Watch Telegram Stories from Python with Telethon

Use Python + Telethon to watch Telegram Stories from a user session: detect active stories, call ReadStoriesRequest, and understand viewer-list/rate-limit caveats.

Watch Telegram Stories from Python with Telethon

Quick answer: watch Telegram Stories with Python

Yes, a Python script can watch Telegram Stories when it logs in as a real user session through Telethon/MTProto, not through the Bot API. The practical flow is: collect chats you can access, find users with active stories, call functions.stories.ReadStoriesRequest, and treat viewer visibility, rate limits and account risk as part of the product.

QuestionShort answer
Can a bot do it?No. Telegram Stories are a user-account / MTProto surface, not a normal Bot API feature.
What does the script use?Telethon, iter_dialogs, iter_participants, stories_max_id, and ReadStoriesRequest.
Will the owner see me?Assume yes: watching a Story can put your account into the viewer list.
Should you masswatch?Only if you understand privacy, consent, rate limits and ban risk. This is not a stealth-growth hack.

Masslooking, Masswatching or Mass story viewing. This was quite popular marketing strategy on Instagram couple years ago when they launched Stories. At that time, it was quite easy to watch up to million (!) stories each day.

Recently, Telegram introduced the Stories feature as well. Let's write a code that will log into our Telegram profile and watch stories of users.

Masslooking strategy

You need to find out users with stories. This can be achieved by multiple ways but in this article I'll show the basic strategy:

  1. Find out all public chats you're in (because you can see the participants list)
  2. Filter ones with stories and watch them!

Telegram Story Masswatching with Telethon

Telethon is a great python library that emulates the Telegram client which can be automated with async python scripts.

Find comments in the snippet below to understand the code better:

from telethon import TelegramClient
from telethon import types, functions

api_id, api_hash = "", ""  # get yours on my.telegram.org
client = TelegramClient("masslooking", api_id, api_hash)

# iterate over all chats your TG account has
async for dialog in client.iter_dialogs(limit=500):

	# you can see participants of a public chat
    if dialog.is_group:
 		
        async for user in client.iter_participants(
        	entity=dialog.entity, 
            limit=1000
        ):
        	# check if a person has active stories
            if (
                not user.stories_unavailable and 
                not user.stories_hidden and 
                user.stories_max_id
            ):
                res = await client(
                    functions.stories.ReadStoriesRequest(
                        user_id=user.id, 
                        max_id=user.stories_max_id
                    )
                )

You can also find this snippet on Github Gist.

If you want to improve this script, you may want to add time.sleep(random.random() * m + n) to prevent from Rate Limiting and BAN. Also you can add a logging to make something like a CRM system to measure the results of this "telegram marketing campaign".

How to measure the effectiveness

You can watch hundreds of thousands stories each day but what for? You need a metric that will show you if this marketing strategy works for you.

In Telegram case you can measure the "conversion" to your telegram channel (if you put a link in bio). In that case you can find a % of users that follows your channel after you watched their stories. The similar thing can be done with a conversion to your DMs.

To check if a user follows your channel, you can use sync for res in client.iter_participants("https://t.me/danokhlopkov", search=target_user_id). To check if a user DM'ed you: client.iter_messages(target_user_id).


Hope this was useful! Please share this article and follow me on Twitter and on Telegram (rus blog).

Related Telegram automation notes

If you are building real Telegram tooling, also read my Telegram MCP Server guide with Telethon, MTProto and production workflows and the Python guide to getting Telegram channel subscribers. For market context, see the Telegram AI bots dataset.

FAQ: Telegram Stories automation from Python

Can I watch Telegram Stories from Python?

Yes, but not as a regular Telegram bot. You need a logged-in user session through Telethon/MTProto, then you can detect active Stories and mark them as read with Telegram Stories API calls.

Which Telethon call reads Telegram Stories?

The key call is functions.stories.ReadStoriesRequest. In the example below, the script checks user.stories_max_id and passes that max id to mark available Stories as read.

Can people see that my account viewed their Telegram Story?

Assume yes. Telegram Story owners can have a viewer list, so story viewing automation should be treated as visible user-account activity, not anonymous scraping.

Can the Bot API watch Telegram Stories?

No. The normal Bot API is not the right interface for watching user Stories. This kind of automation relies on a user session and MTProto, which is why the example uses Telethon.

Is mass story viewing safe?

It is risky if you run it like spam. Add delays, logs and strict limits, respect privacy and platform rules, and expect rate limits or account restrictions if you automate aggressively.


INSTRUCTIONS TO FOLLOW – Keep the text of the data exactly as it is and omit each picture from the copy.

EXCERPTED DATA –
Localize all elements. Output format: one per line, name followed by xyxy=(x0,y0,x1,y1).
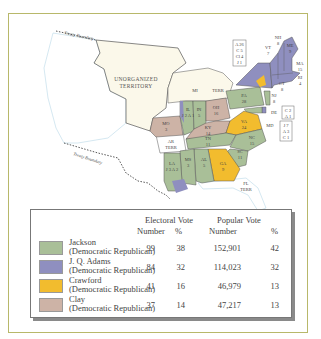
svg-text:C 2: C 2 xyxy=(285,108,291,113)
state-pa xyxy=(226,87,264,109)
electoral-vote-header: Electoral Vote xyxy=(145,215,193,225)
swatch-adams xyxy=(39,260,63,274)
label-al: AL xyxy=(201,157,207,162)
pv-percent-header: % xyxy=(271,226,278,236)
label-in: IN xyxy=(197,107,202,112)
svg-text:A 3: A 3 xyxy=(283,129,290,134)
label-ct: CT xyxy=(279,81,285,86)
label-nh: NH xyxy=(275,35,282,40)
svg-text:C 5: C 5 xyxy=(236,48,243,53)
label-mi: MI xyxy=(192,88,198,93)
votes-nh: 8 xyxy=(277,41,280,46)
pv-number: 47,217 xyxy=(205,300,241,310)
label-sc: SC xyxy=(237,149,243,154)
label-fl: FL xyxy=(243,181,249,186)
election-map: Treaty Boundary Treaty Boundary UNORGANI… xyxy=(8,13,308,213)
svg-text:C 1: C 1 xyxy=(283,135,289,140)
svg-text:J 1: J 1 xyxy=(237,60,242,65)
pv-number: 114,023 xyxy=(205,262,241,272)
swatch-crawford xyxy=(39,279,63,293)
pv-percent: 13 xyxy=(265,300,279,310)
treaty-label-south: Treaty Boundary xyxy=(73,151,103,165)
label-oh: OH xyxy=(213,105,220,110)
votes-pa: 28 xyxy=(242,99,247,104)
split-box-md: J 7 A 3 C 1 xyxy=(280,121,292,141)
votes-tn: 11 xyxy=(206,142,210,147)
label-vt: VT xyxy=(265,45,271,50)
votes-ma: 15 xyxy=(298,67,303,72)
label-nj: NJ xyxy=(271,93,276,98)
label-ar: AR xyxy=(168,139,174,144)
label-ar-terr: TERR xyxy=(165,145,177,150)
swatch-jackson xyxy=(39,241,63,255)
ev-percent-header: % xyxy=(175,226,182,236)
label-mi-terr: TERR xyxy=(212,88,224,93)
florida-territory xyxy=(198,178,266,211)
ev-number: 41 xyxy=(141,281,155,291)
pv-number-header: Number xyxy=(209,226,237,236)
label-mo: MO xyxy=(162,121,170,126)
legend-row-clay: Clay(Democratic Republican) 37 14 47,217… xyxy=(37,297,287,316)
label-tn: TN xyxy=(205,136,212,141)
label-de: DE xyxy=(271,110,277,115)
ev-percent: 38 xyxy=(171,243,185,253)
ev-number: 37 xyxy=(141,300,155,310)
label-me: ME xyxy=(287,43,294,48)
label-pa: PA xyxy=(241,93,247,98)
ev-percent: 14 xyxy=(171,300,185,310)
pv-number: 46,979 xyxy=(205,281,241,291)
votes-il: J 2 A 1 xyxy=(182,113,194,118)
split-box-de: C 2 A 1 xyxy=(282,106,294,119)
ev-number: 84 xyxy=(141,262,155,272)
state-nj xyxy=(264,91,270,105)
votes-vt: 7 xyxy=(267,51,270,56)
votes-ri: 4 xyxy=(299,81,302,86)
michigan-territory xyxy=(168,68,233,103)
ev-number: 99 xyxy=(141,243,155,253)
votes-sc: 11 xyxy=(238,155,242,160)
label-ky: KY xyxy=(205,125,212,130)
label-unorganized: UNORGANIZED xyxy=(114,76,157,82)
label-fl-terr: TERR xyxy=(240,187,252,192)
label-ri: RI xyxy=(298,75,303,80)
state-de xyxy=(262,107,266,113)
label-ga: GA xyxy=(220,161,227,166)
ev-number-header: Number xyxy=(137,226,165,236)
votes-la: J 3 A 2 xyxy=(166,167,178,172)
treaty-boundary-south xyxy=(64,143,170,199)
ev-percent: 16 xyxy=(171,281,185,291)
ev-percent: 32 xyxy=(171,262,185,272)
votes-nc: 15 xyxy=(250,141,255,146)
votes-oh: 16 xyxy=(214,111,219,116)
svg-text:J 7: J 7 xyxy=(283,123,289,128)
svg-text:A 1: A 1 xyxy=(285,114,291,119)
popular-vote-header: Popular Vote xyxy=(217,215,261,225)
label-va: VA xyxy=(241,119,248,124)
state-ny xyxy=(236,63,272,88)
label-il: IL xyxy=(186,107,190,112)
pv-percent: 32 xyxy=(265,262,279,272)
svg-text:Cl 4: Cl 4 xyxy=(236,54,244,59)
svg-text:A 26: A 26 xyxy=(235,42,244,47)
swatch-clay xyxy=(39,298,63,312)
votes-nj: 8 xyxy=(273,99,276,104)
votes-va: 24 xyxy=(242,125,247,130)
label-la: LA xyxy=(169,161,176,166)
pv-percent: 13 xyxy=(265,281,279,291)
label-nc: NC xyxy=(249,135,255,140)
results-legend: Electoral Vote Popular Vote Number % Num… xyxy=(30,209,292,318)
pv-number: 152,901 xyxy=(205,243,241,253)
label-md: MD xyxy=(266,123,274,128)
votes-ct: 8 xyxy=(281,87,284,92)
label-territory: TERRITORY xyxy=(119,83,152,89)
label-ms: MS xyxy=(185,157,192,162)
pv-percent: 42 xyxy=(265,243,279,253)
split-box-ny: A 26 C 5 Cl 4 J 1 xyxy=(233,40,246,66)
label-ma: MA xyxy=(296,61,304,66)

PROBLEM SOLUTION –
Localize all elements. Output format: one per line, name followed by xyxy=(x0,y0,x1,y1).
svg-text:C 2: C 2 xyxy=(285,108,291,113)
state-pa xyxy=(226,87,264,109)
electoral-vote-header: Electoral Vote xyxy=(145,215,193,225)
swatch-adams xyxy=(39,260,63,274)
label-al: AL xyxy=(201,157,207,162)
pv-percent-header: % xyxy=(271,226,278,236)
label-in: IN xyxy=(197,107,202,112)
svg-text:A 3: A 3 xyxy=(283,129,290,134)
label-ct: CT xyxy=(279,81,285,86)
label-nh: NH xyxy=(275,35,282,40)
svg-text:C 5: C 5 xyxy=(236,48,243,53)
label-mi: MI xyxy=(192,88,198,93)
votes-nh: 8 xyxy=(277,41,280,46)
pv-number: 47,217 xyxy=(205,300,241,310)
label-sc: SC xyxy=(237,149,243,154)
label-fl: FL xyxy=(243,181,249,186)
election-map: Treaty Boundary Treaty Boundary UNORGANI… xyxy=(8,13,308,213)
svg-text:C 1: C 1 xyxy=(283,135,289,140)
svg-text:J 1: J 1 xyxy=(237,60,242,65)
pv-number: 114,023 xyxy=(205,262,241,272)
swatch-crawford xyxy=(39,279,63,293)
pv-percent: 13 xyxy=(265,300,279,310)
treaty-label-south: Treaty Boundary xyxy=(73,151,103,165)
label-oh: OH xyxy=(213,105,220,110)
votes-pa: 28 xyxy=(242,99,247,104)
split-box-md: J 7 A 3 C 1 xyxy=(280,121,292,141)
votes-tn: 11 xyxy=(206,142,210,147)
label-vt: VT xyxy=(265,45,271,50)
votes-ma: 15 xyxy=(298,67,303,72)
label-nj: NJ xyxy=(271,93,276,98)
label-ar: AR xyxy=(168,139,174,144)
label-ar-terr: TERR xyxy=(165,145,177,150)
swatch-jackson xyxy=(39,241,63,255)
ev-percent-header: % xyxy=(175,226,182,236)
label-mi-terr: TERR xyxy=(212,88,224,93)
florida-territory xyxy=(198,178,266,211)
ev-number: 41 xyxy=(141,281,155,291)
pv-number-header: Number xyxy=(209,226,237,236)
label-mo: MO xyxy=(162,121,170,126)
legend-row-clay: Clay(Democratic Republican) 37 14 47,217… xyxy=(37,297,287,316)
label-tn: TN xyxy=(205,136,212,141)
label-de: DE xyxy=(271,110,277,115)
ev-percent: 38 xyxy=(171,243,185,253)
ev-number: 37 xyxy=(141,300,155,310)
label-me: ME xyxy=(287,43,294,48)
label-pa: PA xyxy=(241,93,247,98)
ev-percent: 14 xyxy=(171,300,185,310)
pv-number: 46,979 xyxy=(205,281,241,291)
votes-il: J 2 A 1 xyxy=(182,113,194,118)
split-box-de: C 2 A 1 xyxy=(282,106,294,119)
ev-number: 84 xyxy=(141,262,155,272)
state-nj xyxy=(264,91,270,105)
votes-vt: 7 xyxy=(267,51,270,56)
votes-ri: 4 xyxy=(299,81,302,86)
michigan-territory xyxy=(168,68,233,103)
ev-number: 99 xyxy=(141,243,155,253)
votes-sc: 11 xyxy=(238,155,242,160)
label-ky: KY xyxy=(205,125,212,130)
label-unorganized: UNORGANIZED xyxy=(114,76,157,82)
label-fl-terr: TERR xyxy=(240,187,252,192)
label-ri: RI xyxy=(298,75,303,80)
state-de xyxy=(262,107,266,113)
label-ga: GA xyxy=(220,161,227,166)
ev-number-header: Number xyxy=(137,226,165,236)
votes-la: J 3 A 2 xyxy=(166,167,178,172)
treaty-boundary-south xyxy=(64,143,170,199)
ev-percent: 16 xyxy=(171,281,185,291)
ev-percent: 32 xyxy=(171,262,185,272)
votes-nc: 15 xyxy=(250,141,255,146)
votes-oh: 16 xyxy=(214,111,219,116)
svg-text:J 7: J 7 xyxy=(283,123,289,128)
svg-text:A 1: A 1 xyxy=(285,114,291,119)
popular-vote-header: Popular Vote xyxy=(217,215,261,225)
label-va: VA xyxy=(241,119,248,124)
state-ny xyxy=(236,63,272,88)
label-il: IL xyxy=(186,107,190,112)
pv-percent: 32 xyxy=(265,262,279,272)
svg-text:Cl 4: Cl 4 xyxy=(236,54,244,59)
svg-text:A 26: A 26 xyxy=(235,42,244,47)
swatch-clay xyxy=(39,298,63,312)
votes-nj: 8 xyxy=(273,99,276,104)
votes-va: 24 xyxy=(242,125,247,130)
label-la: LA xyxy=(169,161,176,166)
pv-percent: 13 xyxy=(265,281,279,291)
label-nc: NC xyxy=(249,135,255,140)
results-legend: Electoral Vote Popular Vote Number % Num… xyxy=(30,209,292,318)
pv-number: 152,901 xyxy=(205,243,241,253)
label-md: MD xyxy=(266,123,274,128)
votes-ct: 8 xyxy=(281,87,284,92)
label-territory: TERRITORY xyxy=(119,83,152,89)
label-ms: MS xyxy=(185,157,192,162)
pv-percent: 42 xyxy=(265,243,279,253)
split-box-ny: A 26 C 5 Cl 4 J 1 xyxy=(233,40,246,66)
label-ma: MA xyxy=(296,61,304,66)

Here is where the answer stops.